Study after study has proved it. While stock markets have averaged returns better than 10% per year for the last three decades, the average individual investor has lagged considerably.

You can avoid joining these struggling investors by remembering a few simple tips.

The first is to avoid buying only when stocks are hot. The easiest way to do that is to simply dollar-cost average. You’ll buy a little when prices are high, sure, but you’ll also be buying when stocks are depressed as well. Dollar-cost averaging will work out well during someone’s investing lifetime.

The next tip is to avoid selling, especially if your investments consist of passive index funds. Sometimes, like in 2008-09, stocks will fall a long way. This can come to a shock to someone who isn’t really paying attention. Nobody wants to open their statement and discover they’ve lost half their money. But it will likely happen.

No matter how terrible things may look, this is not the time to sell.

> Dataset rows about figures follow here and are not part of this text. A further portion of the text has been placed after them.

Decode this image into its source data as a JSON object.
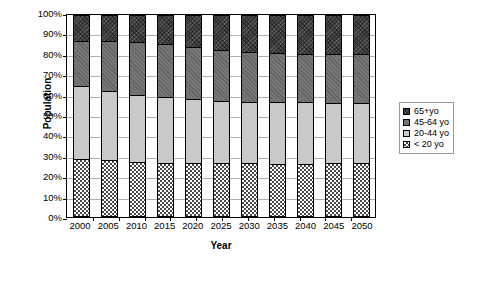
{
  "chart_data": {
    "type": "bar",
    "subtype": "100% stacked bar",
    "title": "",
    "xlabel": "Year",
    "ylabel": "Population",
    "categories": [
      "2000",
      "2005",
      "2010",
      "2015",
      "2020",
      "2025",
      "2030",
      "2035",
      "2040",
      "2045",
      "2050"
    ],
    "ylim": [
      0,
      100
    ],
    "ytick_labels": [
      "0%",
      "10%",
      "20%",
      "30%",
      "40%",
      "50%",
      "60%",
      "70%",
      "80%",
      "90%",
      "100%"
    ],
    "ytick_values": [
      0,
      10,
      20,
      30,
      40,
      50,
      60,
      70,
      80,
      90,
      100
    ],
    "grid": true,
    "legend_position": "right-outside",
    "series": [
      {
        "name": "< 20 yo",
        "pattern": "checkerboard",
        "color": "#4a4a4a",
        "values": [
          28.8,
          28.0,
          27.0,
          26.8,
          26.6,
          26.5,
          26.5,
          26.4,
          26.4,
          26.5,
          26.5
        ]
      },
      {
        "name": "20-44 yo",
        "pattern": "solid-light-gray",
        "color": "#c9c9c9",
        "values": [
          36.2,
          34.6,
          33.4,
          32.4,
          31.9,
          31.0,
          30.5,
          30.4,
          30.3,
          30.1,
          30.0
        ]
      },
      {
        "name": "45-64 yo",
        "pattern": "solid-medium-gray",
        "color": "#777777",
        "values": [
          22.0,
          24.4,
          26.1,
          26.3,
          25.5,
          25.0,
          24.5,
          24.2,
          23.8,
          23.9,
          24.0
        ]
      },
      {
        "name": "65+yo",
        "pattern": "crosshatch-dark",
        "color": "#3b3b3b",
        "values": [
          13.0,
          13.0,
          13.5,
          14.5,
          16.0,
          17.5,
          18.5,
          19.0,
          19.5,
          19.5,
          19.5
        ]
      }
    ]
  },
  "legend": {
    "items": [
      {
        "label": "65+yo"
      },
      {
        "label": "45-64 yo"
      },
      {
        "label": "20-44 yo"
      },
      {
        "label": "< 20 yo"
      }
    ]
  }
}
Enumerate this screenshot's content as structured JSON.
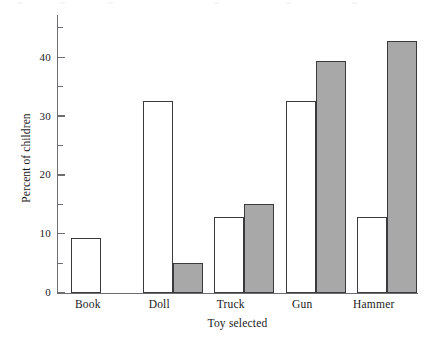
{
  "chart_data": {
    "type": "bar",
    "title": "",
    "subtitle": "",
    "xlabel": "Toy selected",
    "ylabel": "Percent of children",
    "categories": [
      "Book",
      "Doll",
      "Truck",
      "Gun",
      "Hammer"
    ],
    "series": [
      {
        "name": "light",
        "color": "#ffffff",
        "values": [
          9.3,
          32.5,
          12.8,
          32.5,
          12.8
        ]
      },
      {
        "name": "dark",
        "color": "#a8a8a8",
        "values": [
          0,
          5.0,
          15.1,
          39.4,
          42.7
        ]
      }
    ],
    "ylim": [
      0,
      47
    ],
    "ymajor_ticks": [
      0,
      10,
      20,
      30,
      40
    ],
    "yminor_ticks": [
      5,
      15,
      25,
      35,
      45
    ],
    "ytick_labels": [
      "0",
      "10",
      "20",
      "30",
      "40"
    ],
    "grid": false,
    "legend": "none",
    "annotations": []
  },
  "axes": {
    "y_title": "Percent of children",
    "x_title": "Toy selected"
  }
}
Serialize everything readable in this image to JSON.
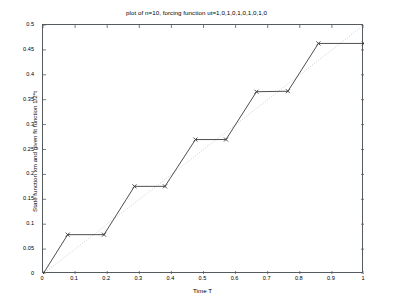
{
  "chart_data": {
    "type": "line",
    "title": "plot of n=10, forcing function ut=1,0,1,0,1,0,1,0,1,0",
    "xlabel": "Time T",
    "ylabel": "State function xm and given fit function 1/2*t",
    "xlim": [
      0,
      1
    ],
    "ylim": [
      0,
      0.5
    ],
    "grid": false,
    "legend": "none",
    "xticks": [
      "0",
      "0.1",
      "0.2",
      "0.3",
      "0.4",
      "0.5",
      "0.6",
      "0.7",
      "0.8",
      "0.9",
      "1"
    ],
    "xtick_values": [
      0,
      0.1,
      0.2,
      0.3,
      0.4,
      0.5,
      0.6,
      0.7,
      0.8,
      0.9,
      1
    ],
    "yticks": [
      "0",
      "0.05",
      "0.1",
      "0.15",
      "0.2",
      "0.25",
      "0.3",
      "0.35",
      "0.4",
      "0.45",
      "0.5"
    ],
    "ytick_values": [
      0,
      0.05,
      0.1,
      0.15,
      0.2,
      0.25,
      0.3,
      0.35,
      0.4,
      0.45,
      0.5
    ],
    "series": [
      {
        "name": "State function xm",
        "style": "solid-with-x-markers",
        "color": "#3a3a3a",
        "marker": "x",
        "x": [
          0,
          0.077,
          0.19,
          0.285,
          0.38,
          0.475,
          0.57,
          0.665,
          0.763,
          0.858,
          1.0
        ],
        "y": [
          0.0,
          0.079,
          0.079,
          0.176,
          0.176,
          0.27,
          0.27,
          0.366,
          0.367,
          0.463,
          0.463
        ]
      },
      {
        "name": "given fit function 1/2*t",
        "style": "dotted",
        "color": "#c8c8c8",
        "marker": "none",
        "x": [
          0,
          1
        ],
        "y": [
          0,
          0.5
        ]
      }
    ],
    "forcing_function": [
      1,
      0,
      1,
      0,
      1,
      0,
      1,
      0,
      1,
      0
    ],
    "n": 10
  },
  "axes": {
    "box_color": "#555a5e"
  }
}
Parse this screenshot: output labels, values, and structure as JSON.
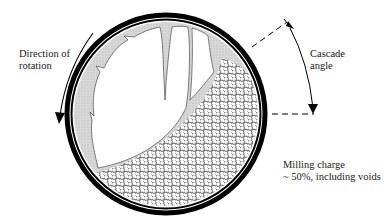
{
  "diagram": {
    "labels": {
      "rotation_line1": "Direction of",
      "rotation_line2": "rotation",
      "cascade_line1": "Cascade",
      "cascade_line2": "angle",
      "charge_line1": "Milling charge",
      "charge_line2": "~ 50%, including voids"
    },
    "colors": {
      "shell": "#000000",
      "liner_fill": "#d4d4d4",
      "background": "#ffffff",
      "ball_stroke": "#222222"
    },
    "geometry": {
      "center": [
        166,
        114
      ],
      "outer_radius": 101,
      "charge_fill_percent": 50
    }
  }
}
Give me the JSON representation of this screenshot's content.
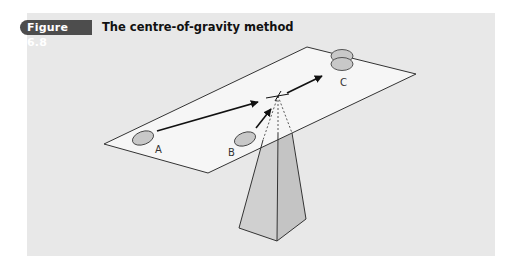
{
  "figure": {
    "label": "Figure 6.8",
    "title": "The centre-of-gravity method"
  },
  "diagram": {
    "points": [
      {
        "id": "A",
        "label": "A"
      },
      {
        "id": "B",
        "label": "B"
      },
      {
        "id": "C",
        "label": "C"
      }
    ],
    "colors": {
      "panel": "#e8e8e8",
      "badge": "#4d4d4d",
      "plane": "#f6f6f6",
      "site": "#c8c8c8",
      "pyramid_left": "#d0d0d0",
      "pyramid_right": "#c6c6c6",
      "line": "#222222"
    }
  }
}
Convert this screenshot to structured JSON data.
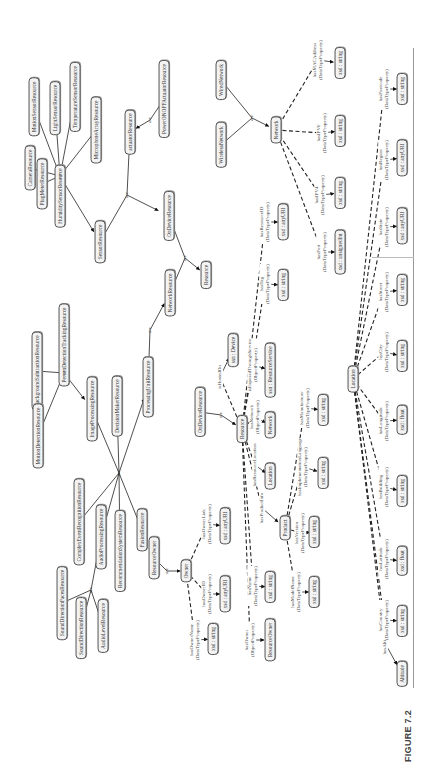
{
  "figure": {
    "caption": "FIGURE 7.2"
  },
  "diagram": {
    "isa_label": "are",
    "classes": [
      {
        "id": "motion_sensor",
        "label": "MotionSensorResource",
        "u": 663,
        "v": 34
      },
      {
        "id": "light_sensor",
        "label": "LightSensorResource",
        "u": 662,
        "v": 55
      },
      {
        "id": "temperature_sensor",
        "label": "TemperatureSensorResource",
        "u": 673,
        "v": 75
      },
      {
        "id": "microphone_array",
        "label": "MicrophoneArrayResource",
        "u": 640,
        "v": 96
      },
      {
        "id": "camera",
        "label": "CameraResource",
        "u": 602,
        "v": 30
      },
      {
        "id": "plug_meter",
        "label": "PlugMeterResource",
        "u": 586,
        "v": 42
      },
      {
        "id": "humidity_sensor",
        "label": "HumiditySensorResource",
        "u": 574,
        "v": 60
      },
      {
        "id": "sensor",
        "label": "SensorResource",
        "u": 528,
        "v": 100
      },
      {
        "id": "actuator",
        "label": "actuatorResource",
        "u": 638,
        "v": 130
      },
      {
        "id": "power_onoff_actuator",
        "label": "PowerONOFFActuatorResource",
        "u": 671,
        "v": 164
      },
      {
        "id": "ondevice_top",
        "label": "OnDeviceResource",
        "u": 554,
        "v": 169
      },
      {
        "id": "resource_top",
        "label": "Resource",
        "u": 495,
        "v": 206
      },
      {
        "id": "network_resource",
        "label": "NetworkResource",
        "u": 477,
        "v": 170
      },
      {
        "id": "processing_unit",
        "label": "ProcessingUnitResource",
        "u": 383,
        "v": 148
      },
      {
        "id": "background_subtraction",
        "label": "BackgroundSubtractionResource",
        "u": 399,
        "v": 37
      },
      {
        "id": "person_detection_tracking",
        "label": "PersonDetectionTrackingResource",
        "u": 425,
        "v": 64
      },
      {
        "id": "motion_detection",
        "label": "MotionDetectionResource",
        "u": 334,
        "v": 38
      },
      {
        "id": "image_processing",
        "label": "ImageProcessingResource",
        "u": 361,
        "v": 92
      },
      {
        "id": "decision_maker",
        "label": "DecisionMakerResource",
        "u": 364,
        "v": 117
      },
      {
        "id": "complex_event_recognition",
        "label": "ComplexEventRecognitionResource",
        "u": 248,
        "v": 79
      },
      {
        "id": "audio_processing",
        "label": "AudioProcessingResource",
        "u": 233,
        "v": 101
      },
      {
        "id": "recommendation_system",
        "label": "RecommendationSystemResource",
        "u": 219,
        "v": 120
      },
      {
        "id": "fusion",
        "label": "FusionResource",
        "u": 240,
        "v": 142
      },
      {
        "id": "sound_direction_faces",
        "label": "SoundDirectionFacesResource",
        "u": 167,
        "v": 62
      },
      {
        "id": "sound_direction",
        "label": "SoundDirectionResource",
        "u": 142,
        "v": 81
      },
      {
        "id": "audio_level",
        "label": "AudioLevelResource",
        "u": 144,
        "v": 103
      },
      {
        "id": "resource_owner_top",
        "label": "ResourceOwner",
        "u": 212,
        "v": 154
      },
      {
        "id": "owner",
        "label": "Owner",
        "u": 199,
        "v": 186
      },
      {
        "id": "ondevice_mid",
        "label": "OnDeviceResource",
        "u": 358,
        "v": 200
      },
      {
        "id": "device",
        "label": "ssn : Device",
        "u": 420,
        "v": 233
      },
      {
        "id": "resource_mid",
        "label": "Resource",
        "u": 341,
        "v": 242
      },
      {
        "id": "location_obj",
        "label": "Location",
        "u": 294,
        "v": 270
      },
      {
        "id": "network_obj",
        "label": "Network",
        "u": 345,
        "v": 270
      },
      {
        "id": "resource_service",
        "label": "ssn : ResourceService",
        "u": 400,
        "v": 270
      },
      {
        "id": "product",
        "label": "Product",
        "u": 242,
        "v": 285
      },
      {
        "id": "resource_owner_bottom",
        "label": "ResourceOwner",
        "u": 130,
        "v": 270
      },
      {
        "id": "location_main",
        "label": "Location",
        "u": 391,
        "v": 353
      },
      {
        "id": "altitude",
        "label": "Altitude",
        "u": 96,
        "v": 402
      },
      {
        "id": "wireless_network",
        "label": "WirelessNetwork",
        "u": 625,
        "v": 221
      },
      {
        "id": "wired_network",
        "label": "WiredNetwork",
        "u": 690,
        "v": 221
      },
      {
        "id": "network_main",
        "label": "Network",
        "u": 640,
        "v": 276
      }
    ],
    "datatypes": [
      {
        "id": "dt_owner_name",
        "label": "xsd : string",
        "u": 131,
        "v": 213
      },
      {
        "id": "dt_owner_id",
        "label": "xsd : anyURI",
        "u": 176,
        "v": 225
      },
      {
        "id": "dt_owner_link",
        "label": "xsd : anyURI",
        "u": 244,
        "v": 225
      },
      {
        "id": "dt_name",
        "label": "xsd : string",
        "u": 183,
        "v": 270
      },
      {
        "id": "dt_model_name",
        "label": "xsd : string",
        "u": 178,
        "v": 314
      },
      {
        "id": "dt_version",
        "label": "xsd : string",
        "u": 238,
        "v": 314
      },
      {
        "id": "dt_impl_language",
        "label": "xsd : string",
        "u": 297,
        "v": 323
      },
      {
        "id": "dt_manufacturer",
        "label": "xsd : string",
        "u": 360,
        "v": 323
      },
      {
        "id": "dt_tag",
        "label": "xsd : string",
        "u": 485,
        "v": 283
      },
      {
        "id": "dt_resource_id",
        "label": "xsd : anyURI",
        "u": 548,
        "v": 283
      },
      {
        "id": "dt_port",
        "label": "xsd : unsignedInt",
        "u": 518,
        "v": 340
      },
      {
        "id": "dt_ipv4",
        "label": "xsd : string",
        "u": 577,
        "v": 340
      },
      {
        "id": "dt_ipv6",
        "label": "xsd : string",
        "u": 639,
        "v": 340
      },
      {
        "id": "dt_mac",
        "label": "xsd : string",
        "u": 707,
        "v": 340
      },
      {
        "id": "dt_country",
        "label": "xsd : string",
        "u": 149,
        "v": 402
      },
      {
        "id": "dt_latitude",
        "label": "xsd : float",
        "u": 209,
        "v": 402
      },
      {
        "id": "dt_building",
        "label": "xsd : string",
        "u": 279,
        "v": 402
      },
      {
        "id": "dt_longitude",
        "label": "xsd : float",
        "u": 350,
        "v": 402
      },
      {
        "id": "dt_city",
        "label": "xsd : string",
        "u": 414,
        "v": 402
      },
      {
        "id": "dt_street",
        "label": "xsd : string",
        "u": 480,
        "v": 402
      },
      {
        "id": "dt_state",
        "label": "xsd : anyURI",
        "u": 544,
        "v": 402
      },
      {
        "id": "dt_region",
        "label": "xsd : anyURI",
        "u": 612,
        "v": 402
      },
      {
        "id": "dt_postcode",
        "label": "xsd : string",
        "u": 681,
        "v": 402
      }
    ],
    "property_labels": [
      {
        "id": "p_owner_name",
        "text": "hasOwnerName\n(DataTypeProperty)",
        "u": 130,
        "v": 195
      },
      {
        "id": "p_owner_id",
        "text": "hasOwnerID\n(DataTypeProperty)",
        "u": 176,
        "v": 207
      },
      {
        "id": "p_owner_link",
        "text": "hasOwnerLink\n(DataTypeProperty)",
        "u": 246,
        "v": 207
      },
      {
        "id": "p_owner",
        "text": "hasOwner\n(ObjectProperty)",
        "u": 130,
        "v": 250
      },
      {
        "id": "p_name",
        "text": "hasName\n(DataTypeProperty)",
        "u": 184,
        "v": 253
      },
      {
        "id": "p_model_name",
        "text": "hasModelName\n(DataTypeProperty)",
        "u": 178,
        "v": 296
      },
      {
        "id": "p_version",
        "text": "hasVersion\n(DataTypeProperty)",
        "u": 237,
        "v": 300
      },
      {
        "id": "p_product_info",
        "text": "hasProductInfo",
        "u": 262,
        "v": 262
      },
      {
        "id": "p_resource_location",
        "text": "hasResourceLocation",
        "u": 305,
        "v": 255
      },
      {
        "id": "p_impl_language",
        "text": "hasImplementationLanguage\n(DataTypeProperty)",
        "u": 303,
        "v": 303
      },
      {
        "id": "p_manufacturer",
        "text": "hasManufacturer\n(DataTypeProperty)",
        "u": 362,
        "v": 305
      },
      {
        "id": "p_network",
        "text": "hasNetwork\n(ObjectProperty)",
        "u": 353,
        "v": 255
      },
      {
        "id": "p_exposed_service",
        "text": "isExposedThroughService\n(ObjectProperty)",
        "u": 405,
        "v": 253
      },
      {
        "id": "p_hosted_on",
        "text": "isHostedOn",
        "u": 393,
        "v": 220
      },
      {
        "id": "p_tag",
        "text": "hasTag\n(DataTypeProperty)",
        "u": 486,
        "v": 265
      },
      {
        "id": "p_resource_id",
        "text": "hasResourceID\n(DataTypeProperty)",
        "u": 548,
        "v": 265
      },
      {
        "id": "p_port",
        "text": "hasPort\n(DataTypeProperty)",
        "u": 518,
        "v": 322
      },
      {
        "id": "p_ipv4",
        "text": "hasIPV4\n(DataTypeProperty)",
        "u": 575,
        "v": 320
      },
      {
        "id": "p_ipv6",
        "text": "hasIPV6\n(DataTypeProperty)",
        "u": 637,
        "v": 322
      },
      {
        "id": "p_mac",
        "text": "hasMACAddress\n(DataTypeProperty)",
        "u": 710,
        "v": 318
      },
      {
        "id": "p_altitude",
        "text": "hasAltitude",
        "u": 127,
        "v": 385
      },
      {
        "id": "p_country",
        "text": "hasCountry\n(DataTypeProperty)",
        "u": 150,
        "v": 384
      },
      {
        "id": "p_latitude",
        "text": "hasLatitude\n(DataTypeProperty)",
        "u": 211,
        "v": 384
      },
      {
        "id": "p_building",
        "text": "hasBuilding\n(DataTypeProperty)",
        "u": 283,
        "v": 384
      },
      {
        "id": "p_longitude",
        "text": "hasLongitude\n(DataTypeProperty)",
        "u": 349,
        "v": 384
      },
      {
        "id": "p_city",
        "text": "hasCity\n(DataTypeProperty)",
        "u": 418,
        "v": 384
      },
      {
        "id": "p_street",
        "text": "hasStreet\n(DataTypeProperty)",
        "u": 478,
        "v": 384
      },
      {
        "id": "p_state",
        "text": "hasState\n(DataTypeProperty)",
        "u": 543,
        "v": 384
      },
      {
        "id": "p_region",
        "text": "hasRegion\n(DataTypeProperty)",
        "u": 610,
        "v": 384
      },
      {
        "id": "p_postcode",
        "text": "hasPostcode\n(DataTypeProperty)",
        "u": 681,
        "v": 384
      }
    ],
    "isa_junctions": [
      {
        "id": "j_sensor",
        "u": 594,
        "v": 60
      },
      {
        "id": "j_actuator",
        "u": 650,
        "v": 150
      },
      {
        "id": "j_ondevice",
        "u": 575,
        "v": 127
      },
      {
        "id": "j_resource_top",
        "u": 512,
        "v": 185
      },
      {
        "id": "j_network_res",
        "u": 440,
        "v": 150
      },
      {
        "id": "j_image",
        "u": 397,
        "v": 64
      },
      {
        "id": "j_processing",
        "u": 297,
        "v": 119
      },
      {
        "id": "j_audio",
        "u": 180,
        "v": 91
      },
      {
        "id": "j_owner",
        "u": 199,
        "v": 167
      },
      {
        "id": "j_resource_mid",
        "u": 355,
        "v": 221
      },
      {
        "id": "j_network",
        "u": 652,
        "v": 252
      }
    ]
  }
}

If anything, it’s time to buy. Investors who put money to work during the depths of the last crisis are sitting pretty today.

Many investors ignore bonds, convinced 2% yields aren’t going to make anyone rich. But bonds serve a significant role in the average portfolio. They go up when stocks go down, which smooths out returns. A 40% loss might turn into a 20% loss if a portfolio has a strong bond component. That still stings, but it might be the difference between selling at the bottom in frustration and holding on.